Segment Start: STUDY MATERIAL

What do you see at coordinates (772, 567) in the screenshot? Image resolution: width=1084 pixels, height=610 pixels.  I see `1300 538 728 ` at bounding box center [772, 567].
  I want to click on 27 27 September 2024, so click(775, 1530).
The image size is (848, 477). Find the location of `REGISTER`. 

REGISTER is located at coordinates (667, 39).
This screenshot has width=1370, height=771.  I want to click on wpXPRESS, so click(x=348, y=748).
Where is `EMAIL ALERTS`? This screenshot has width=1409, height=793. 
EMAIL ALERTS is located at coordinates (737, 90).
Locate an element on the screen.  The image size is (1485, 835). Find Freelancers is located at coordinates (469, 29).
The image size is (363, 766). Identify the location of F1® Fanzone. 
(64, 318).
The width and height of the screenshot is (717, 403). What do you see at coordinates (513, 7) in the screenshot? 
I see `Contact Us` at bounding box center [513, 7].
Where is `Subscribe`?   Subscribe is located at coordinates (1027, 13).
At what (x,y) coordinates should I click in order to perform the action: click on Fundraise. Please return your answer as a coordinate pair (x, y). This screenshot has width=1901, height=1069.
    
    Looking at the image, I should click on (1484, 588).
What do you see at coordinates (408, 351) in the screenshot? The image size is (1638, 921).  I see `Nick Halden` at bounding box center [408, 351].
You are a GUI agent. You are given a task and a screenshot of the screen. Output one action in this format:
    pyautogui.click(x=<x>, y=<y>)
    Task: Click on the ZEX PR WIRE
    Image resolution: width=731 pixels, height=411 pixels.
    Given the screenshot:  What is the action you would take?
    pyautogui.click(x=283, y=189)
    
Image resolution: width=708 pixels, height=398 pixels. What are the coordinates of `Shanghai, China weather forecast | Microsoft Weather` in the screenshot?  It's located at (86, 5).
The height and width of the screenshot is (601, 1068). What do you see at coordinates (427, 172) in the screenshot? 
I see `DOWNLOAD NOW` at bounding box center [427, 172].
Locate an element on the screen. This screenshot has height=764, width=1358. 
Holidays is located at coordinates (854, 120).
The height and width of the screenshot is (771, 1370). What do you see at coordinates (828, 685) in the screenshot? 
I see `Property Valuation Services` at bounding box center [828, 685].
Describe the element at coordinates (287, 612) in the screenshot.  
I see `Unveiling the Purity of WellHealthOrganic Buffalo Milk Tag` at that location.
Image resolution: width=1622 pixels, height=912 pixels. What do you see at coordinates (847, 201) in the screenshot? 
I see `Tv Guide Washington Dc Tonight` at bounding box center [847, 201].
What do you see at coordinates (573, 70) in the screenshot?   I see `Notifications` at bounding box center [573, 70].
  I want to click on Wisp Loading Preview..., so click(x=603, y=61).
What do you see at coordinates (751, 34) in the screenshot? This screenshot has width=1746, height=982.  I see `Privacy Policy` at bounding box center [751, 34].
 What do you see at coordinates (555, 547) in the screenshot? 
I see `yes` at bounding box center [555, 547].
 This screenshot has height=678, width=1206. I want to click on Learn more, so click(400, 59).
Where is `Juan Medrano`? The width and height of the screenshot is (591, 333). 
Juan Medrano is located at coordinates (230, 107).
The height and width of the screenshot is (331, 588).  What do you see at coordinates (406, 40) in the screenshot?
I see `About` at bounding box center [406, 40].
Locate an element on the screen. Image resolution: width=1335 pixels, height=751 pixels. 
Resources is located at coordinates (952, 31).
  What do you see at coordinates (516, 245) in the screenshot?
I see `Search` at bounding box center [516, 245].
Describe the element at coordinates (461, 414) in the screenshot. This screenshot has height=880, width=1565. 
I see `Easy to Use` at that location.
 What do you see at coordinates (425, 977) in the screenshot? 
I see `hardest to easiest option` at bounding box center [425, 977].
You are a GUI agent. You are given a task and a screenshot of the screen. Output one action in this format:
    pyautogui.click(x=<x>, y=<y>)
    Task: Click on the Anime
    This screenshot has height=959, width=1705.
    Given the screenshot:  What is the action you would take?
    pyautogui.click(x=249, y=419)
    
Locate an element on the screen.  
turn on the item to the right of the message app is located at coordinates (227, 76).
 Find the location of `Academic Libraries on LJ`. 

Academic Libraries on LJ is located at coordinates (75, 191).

Segment End: STUDY MATERIAL

**EXERCISE BRIEF:** Each record must be reproduced exactly, with nothing missing.

**RESPONSE:**
What do you see at coordinates (772, 567) in the screenshot? Image resolution: width=1084 pixels, height=610 pixels.  I see `1300 538 728 ` at bounding box center [772, 567].
  I want to click on 27 27 September 2024, so click(775, 1530).
The image size is (848, 477). Find the location of `REGISTER`. 

REGISTER is located at coordinates (667, 39).
This screenshot has width=1370, height=771.  I want to click on wpXPRESS, so click(x=348, y=748).
Where is `EMAIL ALERTS`? This screenshot has width=1409, height=793. 
EMAIL ALERTS is located at coordinates (737, 90).
Locate an element on the screen.  The image size is (1485, 835). Find Freelancers is located at coordinates (469, 29).
The image size is (363, 766). Identify the location of F1® Fanzone. 
(64, 318).
The width and height of the screenshot is (717, 403). What do you see at coordinates (513, 7) in the screenshot? 
I see `Contact Us` at bounding box center [513, 7].
Where is `Subscribe`?   Subscribe is located at coordinates (1027, 13).
At what (x,y) coordinates should I click in order to perform the action: click on Fundraise. Please return your answer as a coordinate pair (x, y). This screenshot has width=1901, height=1069.
    
    Looking at the image, I should click on (1484, 588).
What do you see at coordinates (408, 351) in the screenshot? The image size is (1638, 921).  I see `Nick Halden` at bounding box center [408, 351].
You are a GUI agent. You are given a task and a screenshot of the screen. Output one action in this format:
    pyautogui.click(x=<x>, y=<y>)
    Task: Click on the ZEX PR WIRE
    Image resolution: width=731 pixels, height=411 pixels.
    Given the screenshot:  What is the action you would take?
    pyautogui.click(x=283, y=189)
    
Image resolution: width=708 pixels, height=398 pixels. What are the coordinates of `Shanghai, China weather forecast | Microsoft Weather` in the screenshot?  It's located at (86, 5).
The height and width of the screenshot is (601, 1068). What do you see at coordinates (427, 172) in the screenshot? 
I see `DOWNLOAD NOW` at bounding box center [427, 172].
Locate an element on the screen. This screenshot has height=764, width=1358. 
Holidays is located at coordinates (854, 120).
The height and width of the screenshot is (771, 1370). What do you see at coordinates (828, 685) in the screenshot? 
I see `Property Valuation Services` at bounding box center [828, 685].
Describe the element at coordinates (287, 612) in the screenshot.  
I see `Unveiling the Purity of WellHealthOrganic Buffalo Milk Tag` at that location.
Image resolution: width=1622 pixels, height=912 pixels. What do you see at coordinates (847, 201) in the screenshot? 
I see `Tv Guide Washington Dc Tonight` at bounding box center [847, 201].
What do you see at coordinates (573, 70) in the screenshot?   I see `Notifications` at bounding box center [573, 70].
  I want to click on Wisp Loading Preview..., so click(x=603, y=61).
What do you see at coordinates (751, 34) in the screenshot? This screenshot has width=1746, height=982.  I see `Privacy Policy` at bounding box center [751, 34].
 What do you see at coordinates (555, 547) in the screenshot? 
I see `yes` at bounding box center [555, 547].
 This screenshot has height=678, width=1206. I want to click on Learn more, so click(400, 59).
Where is `Juan Medrano`? The width and height of the screenshot is (591, 333). 
Juan Medrano is located at coordinates (230, 107).
The height and width of the screenshot is (331, 588).  What do you see at coordinates (406, 40) in the screenshot?
I see `About` at bounding box center [406, 40].
Locate an element on the screen. Image resolution: width=1335 pixels, height=751 pixels. 
Resources is located at coordinates (952, 31).
  What do you see at coordinates (516, 245) in the screenshot?
I see `Search` at bounding box center [516, 245].
Describe the element at coordinates (461, 414) in the screenshot. This screenshot has height=880, width=1565. 
I see `Easy to Use` at that location.
 What do you see at coordinates (425, 977) in the screenshot? 
I see `hardest to easiest option` at bounding box center [425, 977].
You are a GUI agent. You are given a task and a screenshot of the screen. Output one action in this format:
    pyautogui.click(x=<x>, y=<y>)
    Task: Click on the Anime
    This screenshot has height=959, width=1705.
    Given the screenshot:  What is the action you would take?
    pyautogui.click(x=249, y=419)
    
Locate an element on the screen.  
turn on the item to the right of the message app is located at coordinates (227, 76).
 Find the location of `Academic Libraries on LJ`. 

Academic Libraries on LJ is located at coordinates (75, 191).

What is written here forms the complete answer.